Men's Health Australia

THE SHARK STRIPPED BARE

“NORMAN BESTRODE THE FAIRWAYS LIKE A GUNSLINGER, HIS GAME AS BIG AS HIS STYLE WAS BOLD”

IT’S 9.30 on a Wednesday morning in Florida and the Australian-American accent is coming through rich and strong from one of the humbler nooks of a grand estate. “I’m in my work room down below, where I still have golf clubs that I used to tinker with all the time. You know, it’s great to see what the kids can do today. But back in the day our clubs were so heavy, and for us to generate the clubhead speed that we did was just mindblowingly impressive.”

A manly dexterity. A certain wistfulness. Fatherly feelings for the champions of today. And a bit of a brag. Yep, in case there was any doubt, that can only be the Shark on the other end of the line. And I’ll be honest: even for a seasoned – some might say jaded – sports hack, it’s a tell-your-mates thrill to have him there.

If Greg Norman’s heyday predates you, know this: it’s hard to overstate how big a deal he was in the 1980s and ’90s. The No. 1 golfer in the world for 331 weeks, Norman won 90 tournaments as a professional, including the Open Championships of 1986 and 1993. The first player to reach $10 million in prize money, he was inducted into the World Golf Hall of Fame in 2001.

But numbers don’t do justice to the Norman phenomenon any better than notes on a page capture the force of a masterful symphony. For a quarter-century Norman’s magnetism pulled legions of sports fans out of their beds and in front of their televisions to rise and fall through his latest quest for one of the major titles that proved so elusive. Blond and suntanned with ice-blue eyes, sporting the wide-shouldered, slim-waisted physique of an Olympic gymnast at a time when most leading golfers could have been mistaken for accountants or truck drivers, Norman bestrode the fairways like a gunslinger, his game as big as his style was bold. Only Arnold Palmer before him and Tiger Woods since have made golf so enticing for so many.

His return of two major titles (Woods has 15; the GOAT, Jack Nicklaus, 18) is a wholly misleading reflection of his outsized talent and influence. And yet his history of near-misses – he had eight runner-up and 30 top-10 finishes in majors – allowed him to show arguably the defining feature of his competitive being: an unsurpassed dignity and magnanimity in defeat. Of the many things you could borrow from the Shark, that might just be the most uplifting.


[THE PROBLEM] Take the entries below and retype them word for word, excluding the images.

(Extracts from a graphics dataset)
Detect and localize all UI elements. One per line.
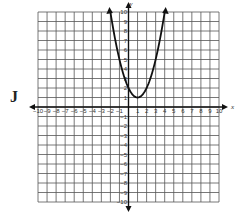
x-tick-label: 1 (136, 108, 140, 114)
arrow-right-icon (222, 104, 228, 110)
x-tick-label: −6 (71, 108, 79, 114)
x-axis-label: x (230, 103, 235, 111)
x-tick-label: −4 (89, 108, 97, 114)
curve-arrow-right-icon (162, 7, 169, 14)
x-tick-label: −9 (44, 108, 52, 114)
x-tick-label: −5 (80, 108, 88, 114)
y-tick-label: 10 (120, 9, 127, 15)
y-tick-label: −4 (120, 142, 128, 148)
x-tick-label: 9 (208, 108, 212, 114)
y-tick-label: −8 (120, 180, 128, 186)
x-tick-label: 4 (163, 108, 167, 114)
x-tick-label: 8 (199, 108, 203, 114)
x-tick-label: −3 (98, 108, 106, 114)
y-axis-label: y (129, 0, 134, 8)
x-tick-label: 7 (190, 108, 194, 114)
x-tick-label: 3 (154, 108, 158, 114)
x-tick-label: −2 (107, 108, 115, 114)
coordinate-grid-chart: xy−10−9−8−7−6−5−4−3−2−112345678910−10−9−… (0, 0, 240, 214)
y-tick-label: −6 (120, 161, 128, 167)
y-tick-label: −9 (120, 190, 128, 196)
y-tick-label: −3 (120, 133, 128, 139)
x-tick-label: 10 (216, 108, 223, 114)
x-tick-label: −10 (33, 108, 44, 114)
x-tick-label: −7 (62, 108, 70, 114)
curve-arrow-left-icon (106, 7, 113, 14)
y-tick-label: −10 (117, 199, 128, 205)
y-tick-label: −1 (120, 114, 128, 120)
x-tick-label: 6 (181, 108, 185, 114)
x-tick-label: 5 (172, 108, 176, 114)
x-tick-label: −8 (53, 108, 61, 114)
arrow-down-icon (126, 206, 132, 212)
y-tick-label: −5 (120, 152, 128, 158)
y-tick-label: −7 (120, 171, 128, 177)
x-tick-label: 2 (145, 108, 149, 114)
y-tick-label: −2 (120, 123, 128, 129)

[ANSWER TO THIS EXERCISE]
Detect and localize all UI elements. One per line.
x-tick-label: 1 (136, 108, 140, 114)
arrow-right-icon (222, 104, 228, 110)
x-tick-label: −6 (71, 108, 79, 114)
x-axis-label: x (230, 103, 235, 111)
x-tick-label: −4 (89, 108, 97, 114)
curve-arrow-right-icon (162, 7, 169, 14)
x-tick-label: −9 (44, 108, 52, 114)
x-tick-label: −5 (80, 108, 88, 114)
y-tick-label: 10 (120, 9, 127, 15)
y-tick-label: −4 (120, 142, 128, 148)
x-tick-label: 9 (208, 108, 212, 114)
y-tick-label: −8 (120, 180, 128, 186)
x-tick-label: 4 (163, 108, 167, 114)
x-tick-label: 8 (199, 108, 203, 114)
x-tick-label: −3 (98, 108, 106, 114)
y-axis-label: y (129, 0, 134, 8)
x-tick-label: 7 (190, 108, 194, 114)
x-tick-label: 3 (154, 108, 158, 114)
x-tick-label: −2 (107, 108, 115, 114)
coordinate-grid-chart: xy−10−9−8−7−6−5−4−3−2−112345678910−10−9−… (0, 0, 240, 214)
y-tick-label: −6 (120, 161, 128, 167)
y-tick-label: −9 (120, 190, 128, 196)
y-tick-label: −3 (120, 133, 128, 139)
x-tick-label: 10 (216, 108, 223, 114)
x-tick-label: −10 (33, 108, 44, 114)
x-tick-label: −7 (62, 108, 70, 114)
curve-arrow-left-icon (106, 7, 113, 14)
y-tick-label: −10 (117, 199, 128, 205)
y-tick-label: −1 (120, 114, 128, 120)
x-tick-label: 6 (181, 108, 185, 114)
x-tick-label: 5 (172, 108, 176, 114)
x-tick-label: −8 (53, 108, 61, 114)
arrow-down-icon (126, 206, 132, 212)
y-tick-label: −5 (120, 152, 128, 158)
y-tick-label: −7 (120, 171, 128, 177)
x-tick-label: 2 (145, 108, 149, 114)
y-tick-label: −2 (120, 123, 128, 129)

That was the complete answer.